Page:Letters of Mlle. de Lespinasse.djvu/350

From Wikisource
Jump to navigation Jump to search
This page needs to be proofread.
MLLE. DE LESPINASSE.
325


vault of some temple ; it is not there that we must raise her monument; it is not there that her Shade will love to wander. Banks of the Savonni^re, meadows of Vaucluse, regions where the souls of Laura and La Suze still breathe, ye are too far away from us. Let us rather choose some solitary grove, through which a rivulet, gently flowing o'er its pebbles, shall murmur ever in its plaintive tones. Come, we will raise a monument, simple as herself, a marble column, broken off breast-high, o'er which the cypresses shall stretch their melancholy arms— But no! it is the tomb of the sinner that needs to go beyond the sight of men.

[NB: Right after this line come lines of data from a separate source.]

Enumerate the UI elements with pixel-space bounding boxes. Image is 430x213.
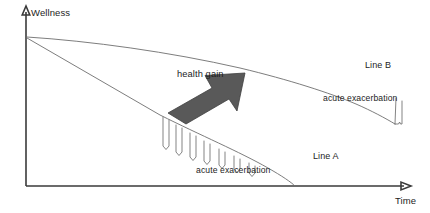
health-gain-label: health gain: [177, 70, 224, 79]
line-a-label: Line A: [313, 152, 339, 161]
acute-exacerbation-label-lower: acute exacerbation: [196, 166, 270, 175]
time-axis-label: Time: [395, 196, 416, 206]
acute-exacerbation-label-upper: acute exacerbation: [323, 94, 397, 103]
line-b-label: Line B: [365, 61, 391, 70]
wellness-axis: [22, 6, 30, 186]
diagram-canvas: Wellness Time health gain Line B Line A …: [0, 0, 430, 213]
line-a-curve: [27, 38, 295, 186]
health-gain-arrow: [168, 73, 245, 124]
wellness-time-diagram: [0, 0, 430, 213]
wellness-axis-label: Wellness: [31, 8, 70, 18]
time-axis: [26, 182, 411, 190]
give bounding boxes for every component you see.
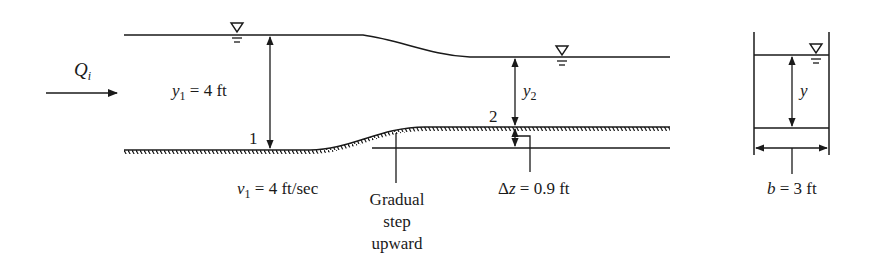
water-surface-symbol-section: [810, 44, 822, 63]
water-surface-symbol-upstream: [231, 23, 243, 42]
water-surface-line: [124, 35, 670, 57]
cross-section-width-label: b = 3 ft: [767, 180, 817, 197]
depth-y1-label: y1 = 4 ft: [172, 82, 227, 99]
section-2-label: 2: [489, 108, 498, 125]
channel-diagram: [0, 0, 876, 273]
inflow-label: Qi: [74, 60, 91, 79]
water-surface-symbol-downstream: [556, 46, 568, 65]
cross-section-depth-label: y: [800, 82, 808, 99]
delta-z-leader: [515, 136, 530, 172]
gradual-step-callout: Gradual step upward: [366, 189, 428, 255]
delta-z-label: Δz = 0.9 ft: [498, 180, 570, 197]
depth-y2-label: y2: [523, 82, 537, 99]
section-1-label: 1: [249, 130, 258, 147]
cross-section: [754, 32, 829, 174]
velocity-v1-label: v1 = 4 ft/sec: [237, 180, 318, 197]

Let us choose for her beside some travelled road a little hill, planted with shrubs, at foot of which a limpid spring shall gush; a path, all green, shall lead there ; so that the weary traveller, finding shade and water, may rest him with delight and bless her memory, still, like herself, beneficent and on her tomb be these words graven : —

To the Memory

of Claire-Françoise de Lespinasse,

Taken May 23, 1776,

From her friends, whose happiness she made ;

From a choice Society of which she was the bond ;

From Letters which she cultivated without pretension :

From the Unhappy, whom she never approached without consoling them.

She died at the age of 42 years. But if to think, to love,

to suffer, in that which composes life, she lived in those few years many centuries.